Stephanie Paulsell of the Harvard School of Divinity will be the 19th speaker of the Laws Peacemaking Lecture series when she presents “Healthy Communities: An Issue For People of Faith” at First Presbyterian Church next week.

The Rev. Robert Craig, head pastor at First Presbyterian, said this year’s lecture is co-sponsored by the Healthy Communities Initiative and Interfaith Forum of Columbus in an effort to make the programming accessible and welcoming to a larger section of the community.

“Our church has the dollars to bring these great speakers here, but what good is it if only a few people hear them?” Craig said.

The Healthy Communities Initiative was formed in 1994 with a goal of improving Columbus residents’ health through a variety of programs targeting smoking, domestic violence and obesity among other public health concerns. Interfaith Forum of Columbus was founded in 2001 as a means of promoting interfaith dialogue in Columbus.

Craig, who sits on the Healthy Communities board, said the partnership was a natural fit.

“Health has spiritual aspects, and we want to remind people of faith that supporting a healthy community is part of their faith journey,” Craig said.

Paulsell, whose father, William O. Paulsell, was a pastor at North Christian Chuch in the 1990s, said it was this multilayered partnership that initially drew her to the lecture.

“The issue of a healthy community is a social issue, a political issue, but it’s also a spiritual one,” she said.

Paulsell is author of “Honoring the Body: Meditations on a Christian Practice,” which used insight from the Christian faith to encourage expression and acceptance of the human body while remaining mindful of its vulnerabilities.

She said that while her book is written from a Christian viewpoint, her lecture will use wisdom she has gained from her studies in Buddhism, Islam and Judaism, as well as Christianity. For example, she pointed out that several religions share the conviction that man was created in God’s image, and that by honoring and respecting one’s body, God is honored by extension. Similarly, most religions value peaceful communities.
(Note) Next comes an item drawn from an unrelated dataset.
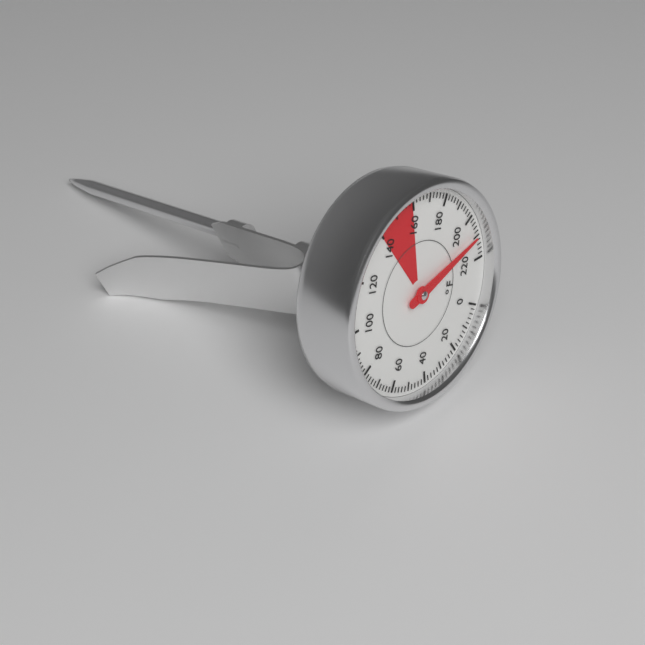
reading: 210 °F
“We don’t just want to learn about other religions,” Paulsell said. “We want to learn from them.”

She said that one of the

issues targeted by Healthy Communities, and one that she will touch on during her lecture, is obesity, not just how we each personally take responsibility for our own nutritional health, but also in terms of food that is available in our communities, and how we learn to eat together, regardless of socioeconomic status.

“Bodies really matter to God,” Paulsell said. “And every body is worthy of blessing and care.”
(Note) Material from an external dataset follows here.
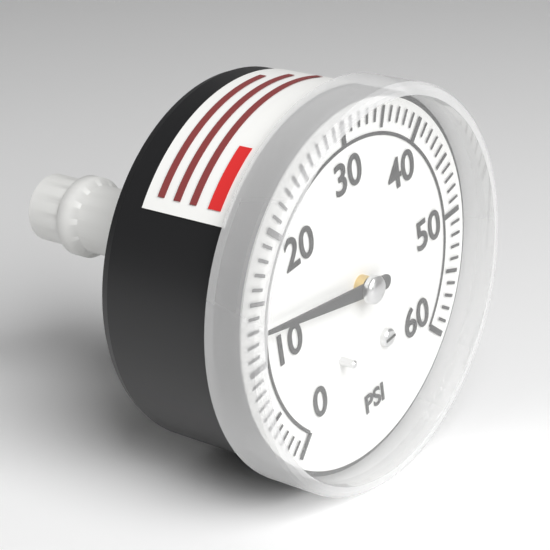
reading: 13 psi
She said while religious people have notions of justice, equality and responsibility to our fellow man that are valuable to discussions about community concerns, they sometimes don’t share them in a spiritual context for fear of offending others.
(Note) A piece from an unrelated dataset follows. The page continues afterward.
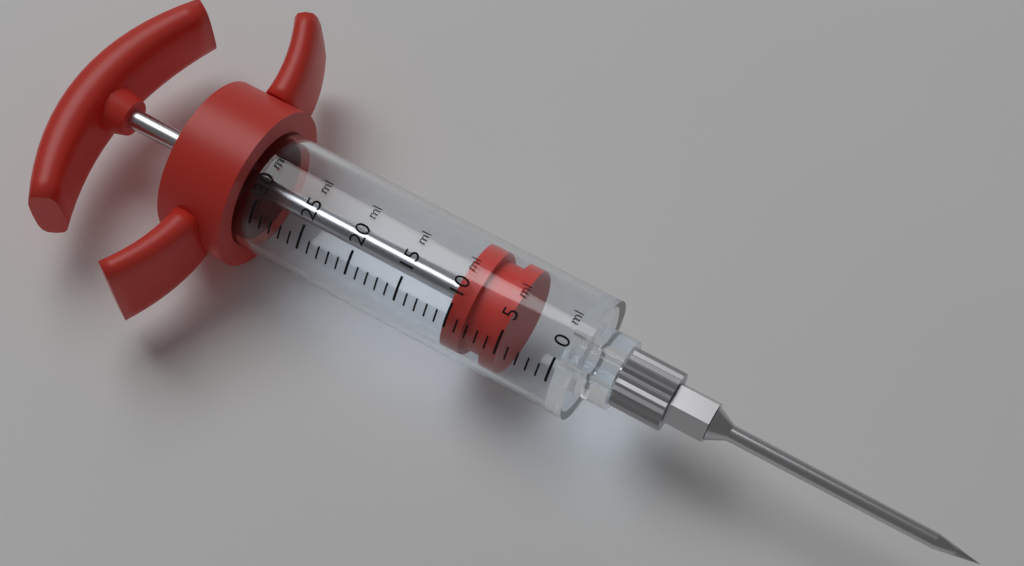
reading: 5 ml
“We’re often reluctant to bring resources we have to the table,” she said. “But there is so much spiritual wisdom that can teach us about what it means to care for each other.”

This year, the Laws Lecture will be accompanied with parallel programming for youth, which is designed to give school-aged children tools for finding peace and connection with their bodies and spirituality.

William Laws, for whom the lecture series is named, was pastor at First Presbyterian Church of Columbus from 1950 to 1976. He was also a civil rights leader and advocate for youth. Upon his death in 1985, friends and family donated money to create the Laws Peacemaking Lecture Series.